Grand Optical

MICE SUPPLEMENT: How to Feed 32,000 Hungry Fans

By Misty Sloane

Every October, the Shanghai Rolex Masters tournament comes to Shanghai, bringing with it the biggest names in men’s tennis. Thousands of fans descend on the Qizhong Forest Sports City Arena to cheer on their favourites. It’s Chef Emmanuel Soliere’s job to make sure that no one leaves hungry.

Chef Emmanuel Soliere was not yet at the Hilton Shanghai when the tennis tournament first arrived. In 2003, the outside catering operation was run by his predecessor who outsourced the job, basically serving airplane food at the Heineken Open, as the tournament was originally known. But the next year when Soliere accepted the position of executive chef at the hotel, he knew he could handle the job. Now, seven years later, Hilton Shanghai is still the caterer of choice for the tournament.

It’s no easy task, feeding 32,000 people over the course of a week. Add to that the pressure of cooking for professional athletes, event sponsors and VIPs, but Soliere has the situation under control.
“I have an excel sheet with everything I need on it – transportation, cutlery, food, staff, even the flowers. But now it’s almost like a copy paste job from last year,” he says. “When we first started, they gave me a blank piece of paper and said ‘Chef, we need 1,000 people to eat here. We’ll build everything for you, just tell me what you need.’”

Back then he catered the event out of a small tent on-site. The tent grew, then became an indoor space until this year when he’ll finally have an on-site kitchen. Still most of the prep work happens at the hotel before the food is transported over to the stadium and divvied up by section, from the carb-heavy menu in the players’ lounge to the sophisticated buffets in the sponsors’ rooms to the hot dogs and noodles for the spectators.

Surprisingly, he considers the players’ menus to be the easiest of the lot. Since the athletes are on the road so much, he strives to provide them with a taste of home, but stays flexible to best suit their needs. This year, he found a supplier for gluten-free bread and pasta, an essential part of the menu with Novak Djokovic back at the tournament. The Serbian tennis player attributes the hot streak that has landed him at the top of the rankings this year to his new gluten-free diet.

“I tell my staff, ‘Give them whatever they ask for – whether they’re ranked number one or number 100,” he says.

The planning for such an elaborate event begins as soon as the curtain drops. Last year, the chef locked himself in his office for two weeks after the tournament, trying to recall who liked what and what worked well, emerging with new menus in hand for the next year’s event. “That’s when my white hair starts springing up!” the chef laughs.

Once the menu is set, then it’s time to find chefs – the number of kitchen employees doubles for the week of the tournament every year from 150 to 300 heads – and wait staff. Suppliers line up at the door, eager to get a slice of the action.

Finding skilled workers is an essential part of the choreography of the event that has been compared to a small-scale military operation, so Soliere looks within the brand, sending a call out to Hilton hotels around China asking for cooks and waiters. The work is 24-7 for a week, with some locally-based chefs coming in after their regular shifts at their day job to prep for the next day’s meals during the night shift. The hardest part, Soliere jokes, is finding some time to sleep.

He touches wood when noting there have been no major disasters. “Safety is one of my biggest priorities. The government has two guys at the hotel and four guys at the stadium checking everything we’re serving,” he says. “Before I was serving sushi in the players’ lounge, but the organiser asked us to stop. It was very popular, but the organisers were scared someone would get sick, which is unfortunate, but that’s just the perception people have of sushi.”

With the support of his executive sous chef and banquet chef, Soliere has enough free time to play the front of the house, mingling with sponsors and getting feedback from the diners themselves. Every year, the event hosts a guest chef to help out. This year Chef Kim Canteenwalla from Las Vegas will be on hand to help present the Healthy Options Menu. The chef behind the acclaimed Society Café at Encore, the new Wynn resort in Sin City, Canteenwalla has big Michelin-starred shoes to fill.

Among the players, the reputation for food at the Shanghai Masters is formidable. Last year, the tournament won the ‘2009 ATP Masters 1000 Tournament of the Year’ award and was voted by the players as ‘Best of the Best’ out of the nine tournaments in the ATP series. While many factors went into the awarding of the title, the players noted that the food was one of their favourite parts – a sweet reward to Soliere’s year of hard work. Well, that and a closet with six chef's jackets signed by the best tennis players in the world.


● **Work required**:
Search the data for the word "Schedule" and copy every line that contains it.

● **Source information**:
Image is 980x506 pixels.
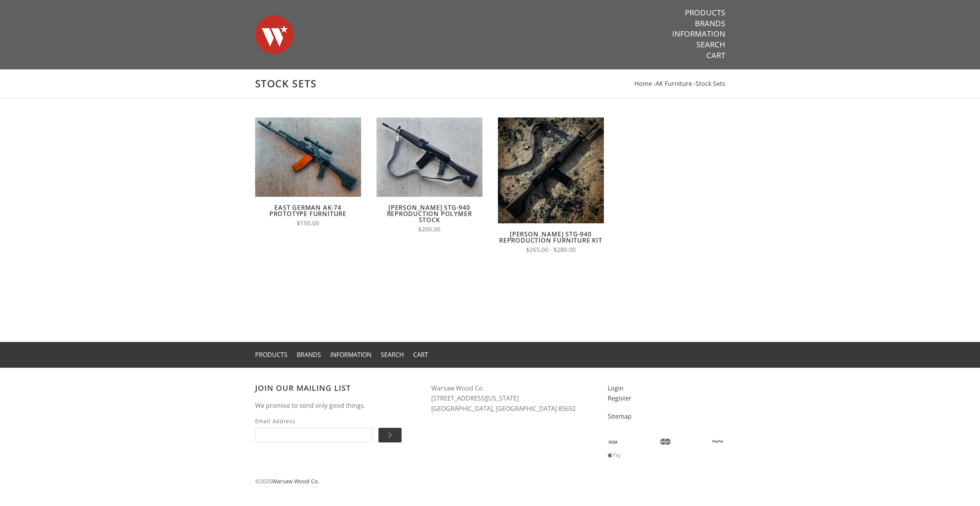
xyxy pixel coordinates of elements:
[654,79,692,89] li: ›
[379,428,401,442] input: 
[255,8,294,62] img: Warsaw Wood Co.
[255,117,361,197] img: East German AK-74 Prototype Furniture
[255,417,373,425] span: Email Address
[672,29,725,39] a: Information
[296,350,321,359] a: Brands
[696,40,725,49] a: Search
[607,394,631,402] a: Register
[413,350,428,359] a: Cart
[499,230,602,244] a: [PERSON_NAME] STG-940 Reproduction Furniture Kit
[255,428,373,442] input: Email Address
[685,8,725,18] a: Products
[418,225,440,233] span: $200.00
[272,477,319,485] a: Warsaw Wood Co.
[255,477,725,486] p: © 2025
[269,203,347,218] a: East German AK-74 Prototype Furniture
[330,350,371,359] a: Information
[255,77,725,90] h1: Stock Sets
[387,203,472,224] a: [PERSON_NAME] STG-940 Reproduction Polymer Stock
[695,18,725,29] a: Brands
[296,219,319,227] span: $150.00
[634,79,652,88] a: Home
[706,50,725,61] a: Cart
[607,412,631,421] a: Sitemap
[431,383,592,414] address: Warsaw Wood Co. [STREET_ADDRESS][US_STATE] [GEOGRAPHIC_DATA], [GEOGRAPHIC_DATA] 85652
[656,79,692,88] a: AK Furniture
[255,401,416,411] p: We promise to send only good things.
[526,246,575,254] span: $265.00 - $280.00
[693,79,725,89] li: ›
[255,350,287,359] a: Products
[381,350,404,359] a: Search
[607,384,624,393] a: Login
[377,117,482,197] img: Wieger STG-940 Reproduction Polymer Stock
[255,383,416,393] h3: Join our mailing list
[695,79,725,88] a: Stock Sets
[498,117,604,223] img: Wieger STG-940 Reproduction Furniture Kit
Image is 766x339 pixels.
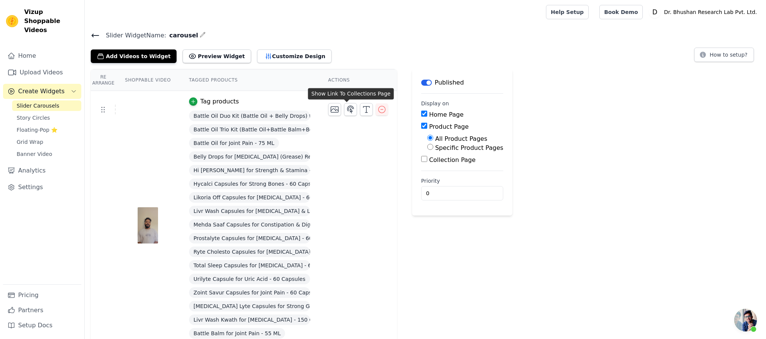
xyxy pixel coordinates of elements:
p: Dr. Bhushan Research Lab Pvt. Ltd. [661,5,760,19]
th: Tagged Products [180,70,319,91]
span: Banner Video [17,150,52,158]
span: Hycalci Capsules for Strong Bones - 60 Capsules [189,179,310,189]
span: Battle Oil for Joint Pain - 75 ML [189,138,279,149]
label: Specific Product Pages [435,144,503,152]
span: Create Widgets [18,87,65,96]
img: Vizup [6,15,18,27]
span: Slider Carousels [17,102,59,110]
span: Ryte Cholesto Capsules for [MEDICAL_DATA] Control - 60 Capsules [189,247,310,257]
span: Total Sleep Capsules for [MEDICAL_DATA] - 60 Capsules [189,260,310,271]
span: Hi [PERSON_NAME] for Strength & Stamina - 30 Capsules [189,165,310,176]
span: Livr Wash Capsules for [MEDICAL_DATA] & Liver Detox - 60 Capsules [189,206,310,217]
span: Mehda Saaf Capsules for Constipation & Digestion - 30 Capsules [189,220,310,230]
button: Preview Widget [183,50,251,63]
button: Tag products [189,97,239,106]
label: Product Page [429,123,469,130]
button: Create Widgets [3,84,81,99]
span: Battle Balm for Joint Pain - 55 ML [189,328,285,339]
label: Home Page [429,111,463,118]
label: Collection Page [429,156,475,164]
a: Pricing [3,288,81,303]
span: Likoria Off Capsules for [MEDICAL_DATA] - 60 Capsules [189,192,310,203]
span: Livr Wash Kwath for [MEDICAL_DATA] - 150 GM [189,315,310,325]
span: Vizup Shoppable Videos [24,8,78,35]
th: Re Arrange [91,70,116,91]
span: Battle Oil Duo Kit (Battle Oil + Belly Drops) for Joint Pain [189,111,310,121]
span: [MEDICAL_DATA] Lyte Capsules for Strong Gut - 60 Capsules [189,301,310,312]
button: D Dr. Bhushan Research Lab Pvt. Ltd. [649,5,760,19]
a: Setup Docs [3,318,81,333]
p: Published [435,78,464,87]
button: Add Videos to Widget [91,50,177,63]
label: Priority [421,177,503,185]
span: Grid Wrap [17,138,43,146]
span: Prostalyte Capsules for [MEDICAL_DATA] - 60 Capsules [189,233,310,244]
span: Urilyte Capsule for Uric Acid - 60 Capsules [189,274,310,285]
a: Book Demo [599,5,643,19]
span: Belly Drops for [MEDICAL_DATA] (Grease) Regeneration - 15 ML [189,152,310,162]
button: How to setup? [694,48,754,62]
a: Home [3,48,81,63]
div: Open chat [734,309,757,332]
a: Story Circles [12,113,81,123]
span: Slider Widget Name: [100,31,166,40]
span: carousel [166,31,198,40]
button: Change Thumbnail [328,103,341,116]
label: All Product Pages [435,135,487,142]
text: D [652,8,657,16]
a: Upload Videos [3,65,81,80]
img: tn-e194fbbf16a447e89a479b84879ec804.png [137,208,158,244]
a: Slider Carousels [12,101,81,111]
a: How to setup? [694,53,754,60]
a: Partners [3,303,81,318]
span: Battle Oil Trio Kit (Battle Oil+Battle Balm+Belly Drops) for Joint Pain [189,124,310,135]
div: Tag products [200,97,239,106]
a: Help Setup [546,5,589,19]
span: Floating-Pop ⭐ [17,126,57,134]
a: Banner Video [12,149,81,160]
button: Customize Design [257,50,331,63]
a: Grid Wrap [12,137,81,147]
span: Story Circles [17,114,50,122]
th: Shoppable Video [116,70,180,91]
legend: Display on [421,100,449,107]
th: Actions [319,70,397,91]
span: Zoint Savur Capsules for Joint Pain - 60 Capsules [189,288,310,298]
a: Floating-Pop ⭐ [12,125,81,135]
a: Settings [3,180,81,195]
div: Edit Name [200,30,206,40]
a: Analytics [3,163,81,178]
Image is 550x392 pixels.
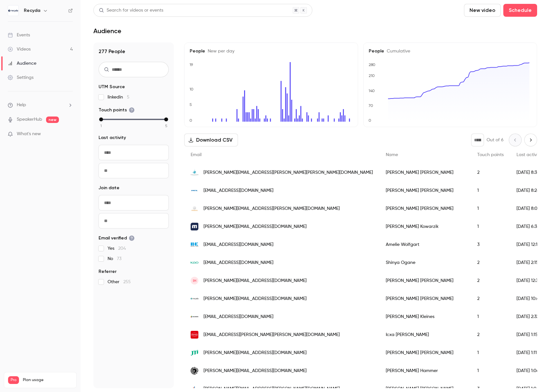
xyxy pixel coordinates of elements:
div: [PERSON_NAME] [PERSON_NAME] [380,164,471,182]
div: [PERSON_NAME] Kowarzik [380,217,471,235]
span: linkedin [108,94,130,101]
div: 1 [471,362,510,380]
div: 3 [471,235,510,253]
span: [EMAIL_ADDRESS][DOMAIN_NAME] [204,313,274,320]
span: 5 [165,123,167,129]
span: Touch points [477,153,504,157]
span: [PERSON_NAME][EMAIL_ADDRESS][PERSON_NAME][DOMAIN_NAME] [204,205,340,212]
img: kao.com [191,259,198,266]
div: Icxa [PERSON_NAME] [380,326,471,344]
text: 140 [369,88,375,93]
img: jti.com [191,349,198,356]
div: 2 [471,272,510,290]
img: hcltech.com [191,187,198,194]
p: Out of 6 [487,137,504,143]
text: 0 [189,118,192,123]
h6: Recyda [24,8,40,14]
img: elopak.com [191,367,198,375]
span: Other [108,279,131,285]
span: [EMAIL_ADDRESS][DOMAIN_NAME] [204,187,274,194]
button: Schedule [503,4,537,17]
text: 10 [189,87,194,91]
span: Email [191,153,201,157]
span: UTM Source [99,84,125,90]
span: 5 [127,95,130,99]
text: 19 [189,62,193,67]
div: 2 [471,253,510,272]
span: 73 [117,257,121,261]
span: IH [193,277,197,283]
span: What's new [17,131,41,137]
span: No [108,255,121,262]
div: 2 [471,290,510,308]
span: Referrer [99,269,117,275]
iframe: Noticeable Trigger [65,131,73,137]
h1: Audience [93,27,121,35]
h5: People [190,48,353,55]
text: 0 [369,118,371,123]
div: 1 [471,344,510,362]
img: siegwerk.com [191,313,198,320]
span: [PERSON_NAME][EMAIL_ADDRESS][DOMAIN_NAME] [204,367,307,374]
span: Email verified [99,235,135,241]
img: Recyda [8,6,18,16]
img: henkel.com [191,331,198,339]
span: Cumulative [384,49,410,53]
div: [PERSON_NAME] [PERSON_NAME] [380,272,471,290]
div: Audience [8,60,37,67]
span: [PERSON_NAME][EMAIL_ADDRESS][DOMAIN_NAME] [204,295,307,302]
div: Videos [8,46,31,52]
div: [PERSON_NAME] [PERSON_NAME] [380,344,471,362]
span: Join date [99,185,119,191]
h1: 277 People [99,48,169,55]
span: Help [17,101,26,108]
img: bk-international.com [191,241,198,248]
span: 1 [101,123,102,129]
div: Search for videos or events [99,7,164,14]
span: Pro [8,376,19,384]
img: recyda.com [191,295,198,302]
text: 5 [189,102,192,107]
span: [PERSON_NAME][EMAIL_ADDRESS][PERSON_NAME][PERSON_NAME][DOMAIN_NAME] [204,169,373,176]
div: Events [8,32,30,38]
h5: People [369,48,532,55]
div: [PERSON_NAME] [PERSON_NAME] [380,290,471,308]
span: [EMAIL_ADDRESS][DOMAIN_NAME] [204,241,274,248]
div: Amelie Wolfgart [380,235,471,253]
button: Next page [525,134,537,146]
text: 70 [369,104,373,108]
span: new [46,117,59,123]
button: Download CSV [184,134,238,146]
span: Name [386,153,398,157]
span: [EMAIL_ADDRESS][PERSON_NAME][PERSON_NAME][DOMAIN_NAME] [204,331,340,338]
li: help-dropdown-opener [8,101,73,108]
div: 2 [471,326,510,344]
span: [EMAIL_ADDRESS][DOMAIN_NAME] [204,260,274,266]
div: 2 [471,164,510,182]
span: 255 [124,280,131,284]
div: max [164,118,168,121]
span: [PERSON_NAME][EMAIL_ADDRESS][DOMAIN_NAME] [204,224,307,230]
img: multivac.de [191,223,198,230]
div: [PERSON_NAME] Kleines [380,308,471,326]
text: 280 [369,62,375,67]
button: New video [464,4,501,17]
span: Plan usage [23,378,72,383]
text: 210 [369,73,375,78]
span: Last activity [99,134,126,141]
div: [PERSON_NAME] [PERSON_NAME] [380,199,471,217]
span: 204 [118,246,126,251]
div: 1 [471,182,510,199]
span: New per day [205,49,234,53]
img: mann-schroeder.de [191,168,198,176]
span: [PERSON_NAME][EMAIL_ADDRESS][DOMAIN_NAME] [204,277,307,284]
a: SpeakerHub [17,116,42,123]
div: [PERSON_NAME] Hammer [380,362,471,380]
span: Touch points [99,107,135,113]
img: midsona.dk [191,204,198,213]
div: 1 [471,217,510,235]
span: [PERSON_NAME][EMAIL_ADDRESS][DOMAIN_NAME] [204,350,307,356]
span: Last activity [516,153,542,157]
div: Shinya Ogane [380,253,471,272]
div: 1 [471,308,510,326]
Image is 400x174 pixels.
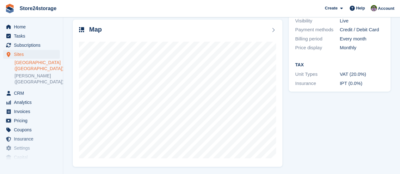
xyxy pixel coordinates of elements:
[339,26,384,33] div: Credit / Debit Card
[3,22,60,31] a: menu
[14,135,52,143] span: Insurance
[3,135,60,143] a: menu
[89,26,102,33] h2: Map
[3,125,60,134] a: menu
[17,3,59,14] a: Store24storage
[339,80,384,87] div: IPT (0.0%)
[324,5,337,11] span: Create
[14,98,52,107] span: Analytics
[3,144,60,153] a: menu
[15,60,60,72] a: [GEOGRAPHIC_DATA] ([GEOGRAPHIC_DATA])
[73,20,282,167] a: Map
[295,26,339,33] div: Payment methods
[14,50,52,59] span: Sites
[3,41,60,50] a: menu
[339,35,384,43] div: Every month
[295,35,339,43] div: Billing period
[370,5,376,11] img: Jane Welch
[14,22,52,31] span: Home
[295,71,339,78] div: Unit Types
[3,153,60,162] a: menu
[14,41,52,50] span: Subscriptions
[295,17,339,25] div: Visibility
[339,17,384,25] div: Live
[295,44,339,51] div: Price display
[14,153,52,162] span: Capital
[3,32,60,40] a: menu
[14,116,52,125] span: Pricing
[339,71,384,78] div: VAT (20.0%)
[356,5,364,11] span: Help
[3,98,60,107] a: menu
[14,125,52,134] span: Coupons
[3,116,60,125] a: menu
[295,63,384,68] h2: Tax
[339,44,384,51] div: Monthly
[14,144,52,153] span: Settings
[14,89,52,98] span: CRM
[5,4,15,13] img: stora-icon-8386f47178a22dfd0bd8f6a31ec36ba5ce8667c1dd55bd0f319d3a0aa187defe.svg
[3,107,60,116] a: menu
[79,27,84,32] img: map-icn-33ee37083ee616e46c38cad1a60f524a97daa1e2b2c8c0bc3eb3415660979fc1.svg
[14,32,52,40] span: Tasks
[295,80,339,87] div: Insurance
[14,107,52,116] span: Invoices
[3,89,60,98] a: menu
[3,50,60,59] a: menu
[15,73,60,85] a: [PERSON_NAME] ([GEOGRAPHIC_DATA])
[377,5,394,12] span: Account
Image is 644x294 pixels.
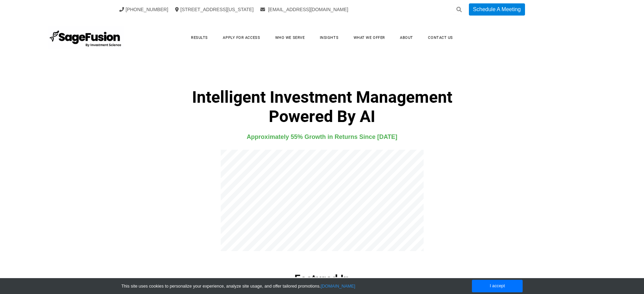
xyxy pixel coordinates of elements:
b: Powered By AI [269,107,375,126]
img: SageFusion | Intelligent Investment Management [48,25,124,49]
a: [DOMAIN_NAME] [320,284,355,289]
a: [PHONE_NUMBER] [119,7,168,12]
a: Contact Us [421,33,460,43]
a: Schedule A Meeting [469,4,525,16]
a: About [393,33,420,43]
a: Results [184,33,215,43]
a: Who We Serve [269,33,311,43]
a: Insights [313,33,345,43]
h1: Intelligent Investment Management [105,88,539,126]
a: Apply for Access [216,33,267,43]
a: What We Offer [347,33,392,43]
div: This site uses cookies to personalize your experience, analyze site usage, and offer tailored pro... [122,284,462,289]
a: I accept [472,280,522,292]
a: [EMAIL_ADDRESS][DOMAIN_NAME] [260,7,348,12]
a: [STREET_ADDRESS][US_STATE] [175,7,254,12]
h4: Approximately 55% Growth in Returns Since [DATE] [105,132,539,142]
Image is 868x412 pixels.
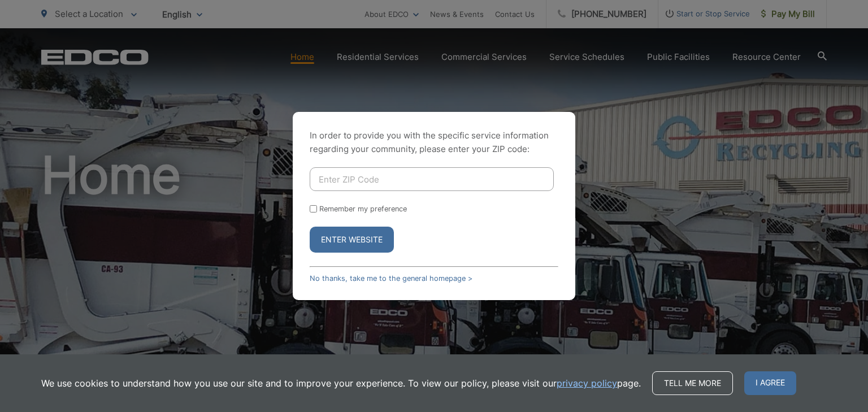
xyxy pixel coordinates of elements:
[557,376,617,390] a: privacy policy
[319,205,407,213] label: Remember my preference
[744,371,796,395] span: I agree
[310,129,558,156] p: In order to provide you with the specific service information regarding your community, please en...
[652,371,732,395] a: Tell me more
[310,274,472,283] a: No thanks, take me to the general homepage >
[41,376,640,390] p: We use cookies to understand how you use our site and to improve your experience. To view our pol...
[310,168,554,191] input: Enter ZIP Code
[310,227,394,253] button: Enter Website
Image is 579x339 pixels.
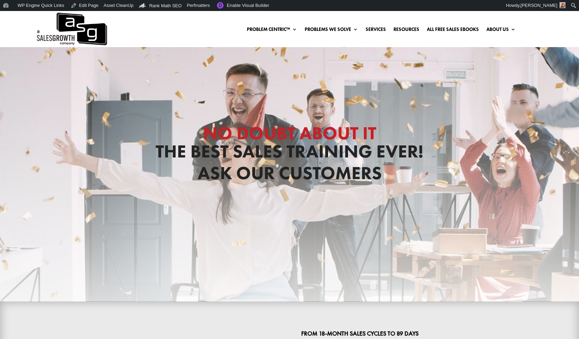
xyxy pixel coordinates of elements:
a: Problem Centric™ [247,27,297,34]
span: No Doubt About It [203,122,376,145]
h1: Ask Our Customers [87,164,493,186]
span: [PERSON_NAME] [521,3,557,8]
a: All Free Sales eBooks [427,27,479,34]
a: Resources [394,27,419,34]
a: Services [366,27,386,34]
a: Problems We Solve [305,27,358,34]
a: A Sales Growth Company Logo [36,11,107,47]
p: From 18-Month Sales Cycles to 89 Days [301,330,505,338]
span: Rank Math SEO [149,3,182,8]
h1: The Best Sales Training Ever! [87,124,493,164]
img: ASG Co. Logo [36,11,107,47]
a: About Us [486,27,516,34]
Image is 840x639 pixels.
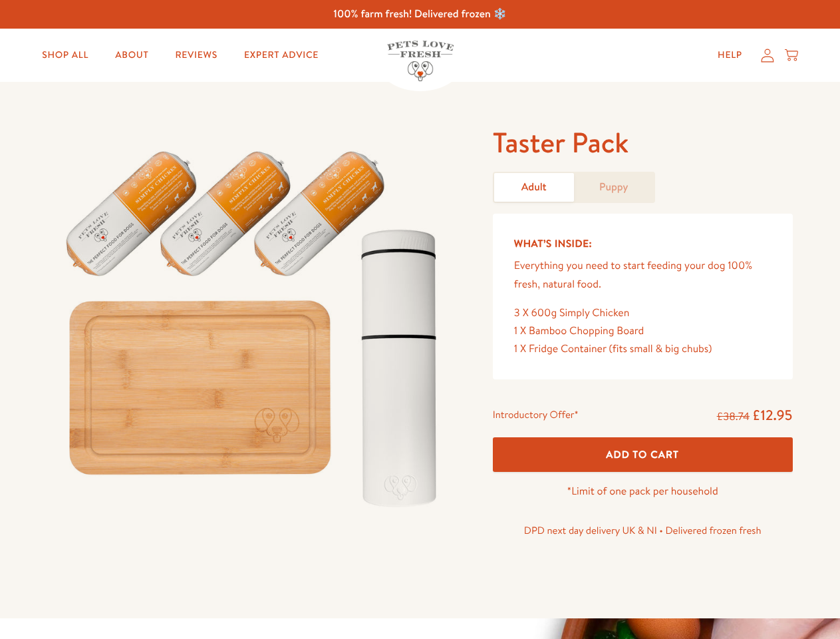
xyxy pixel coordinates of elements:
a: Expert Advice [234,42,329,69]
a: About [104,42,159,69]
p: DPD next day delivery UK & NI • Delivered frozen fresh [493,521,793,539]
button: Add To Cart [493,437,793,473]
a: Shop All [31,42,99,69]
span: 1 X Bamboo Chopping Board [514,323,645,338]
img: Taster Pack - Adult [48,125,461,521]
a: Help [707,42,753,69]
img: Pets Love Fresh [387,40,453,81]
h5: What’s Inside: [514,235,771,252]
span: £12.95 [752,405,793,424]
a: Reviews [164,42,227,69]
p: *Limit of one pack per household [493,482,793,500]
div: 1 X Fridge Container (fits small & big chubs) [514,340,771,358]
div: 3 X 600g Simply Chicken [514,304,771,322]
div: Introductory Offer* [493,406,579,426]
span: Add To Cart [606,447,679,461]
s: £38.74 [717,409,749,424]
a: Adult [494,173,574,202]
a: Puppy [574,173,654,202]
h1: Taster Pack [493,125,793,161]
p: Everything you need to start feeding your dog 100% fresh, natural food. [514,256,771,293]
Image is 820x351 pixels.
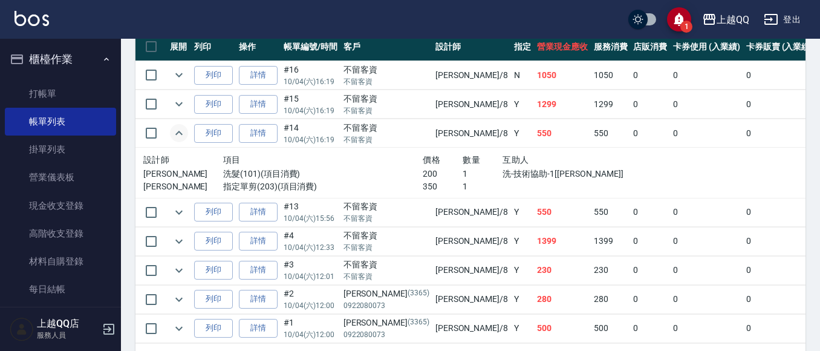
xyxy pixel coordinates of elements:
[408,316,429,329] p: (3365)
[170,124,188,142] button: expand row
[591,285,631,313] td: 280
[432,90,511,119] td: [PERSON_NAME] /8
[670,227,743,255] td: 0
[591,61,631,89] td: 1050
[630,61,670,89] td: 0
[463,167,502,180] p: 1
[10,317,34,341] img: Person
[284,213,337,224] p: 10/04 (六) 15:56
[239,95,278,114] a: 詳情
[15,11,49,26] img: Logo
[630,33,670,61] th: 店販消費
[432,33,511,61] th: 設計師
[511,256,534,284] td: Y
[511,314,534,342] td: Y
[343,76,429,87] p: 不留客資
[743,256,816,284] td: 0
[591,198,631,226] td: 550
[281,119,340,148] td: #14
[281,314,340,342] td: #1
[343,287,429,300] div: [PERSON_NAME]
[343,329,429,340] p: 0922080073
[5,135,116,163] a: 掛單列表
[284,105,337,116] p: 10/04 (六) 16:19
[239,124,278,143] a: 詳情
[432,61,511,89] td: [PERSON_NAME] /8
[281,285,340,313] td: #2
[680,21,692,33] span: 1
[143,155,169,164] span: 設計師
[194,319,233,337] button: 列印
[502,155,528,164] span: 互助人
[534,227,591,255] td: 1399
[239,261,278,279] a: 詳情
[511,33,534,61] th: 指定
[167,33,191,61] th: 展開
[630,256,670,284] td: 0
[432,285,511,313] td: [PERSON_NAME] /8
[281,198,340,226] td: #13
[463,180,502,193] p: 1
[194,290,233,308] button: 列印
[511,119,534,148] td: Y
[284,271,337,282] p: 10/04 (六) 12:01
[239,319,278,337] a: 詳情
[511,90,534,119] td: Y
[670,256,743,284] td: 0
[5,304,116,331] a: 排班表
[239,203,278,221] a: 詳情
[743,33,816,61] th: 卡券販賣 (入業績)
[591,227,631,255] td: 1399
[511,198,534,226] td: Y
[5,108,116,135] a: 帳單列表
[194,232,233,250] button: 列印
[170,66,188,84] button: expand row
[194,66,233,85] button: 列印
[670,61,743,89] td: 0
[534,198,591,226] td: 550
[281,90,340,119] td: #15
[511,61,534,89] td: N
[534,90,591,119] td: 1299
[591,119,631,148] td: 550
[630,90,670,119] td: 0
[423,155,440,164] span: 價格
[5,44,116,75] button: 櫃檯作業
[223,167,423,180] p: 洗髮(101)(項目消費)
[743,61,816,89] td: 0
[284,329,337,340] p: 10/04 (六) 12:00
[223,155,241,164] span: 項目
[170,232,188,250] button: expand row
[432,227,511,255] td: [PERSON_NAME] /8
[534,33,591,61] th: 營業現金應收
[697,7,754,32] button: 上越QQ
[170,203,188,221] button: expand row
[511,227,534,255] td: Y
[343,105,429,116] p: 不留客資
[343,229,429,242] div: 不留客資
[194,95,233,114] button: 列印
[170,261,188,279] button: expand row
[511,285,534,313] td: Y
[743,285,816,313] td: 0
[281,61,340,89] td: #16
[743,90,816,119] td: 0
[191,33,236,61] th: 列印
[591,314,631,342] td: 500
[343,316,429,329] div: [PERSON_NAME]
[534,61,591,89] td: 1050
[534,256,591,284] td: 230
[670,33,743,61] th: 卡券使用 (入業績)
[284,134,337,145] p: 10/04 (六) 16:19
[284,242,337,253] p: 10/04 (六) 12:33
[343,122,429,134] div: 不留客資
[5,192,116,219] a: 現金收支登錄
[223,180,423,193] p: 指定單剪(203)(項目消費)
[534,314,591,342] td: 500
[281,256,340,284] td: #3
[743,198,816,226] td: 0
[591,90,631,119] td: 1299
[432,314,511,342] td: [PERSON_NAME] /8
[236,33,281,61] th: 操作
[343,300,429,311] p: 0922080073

● **Solution to this exercise**:
button: Schedule [503,4,537,17]
a: Schedule A Meeting [469,4,525,16]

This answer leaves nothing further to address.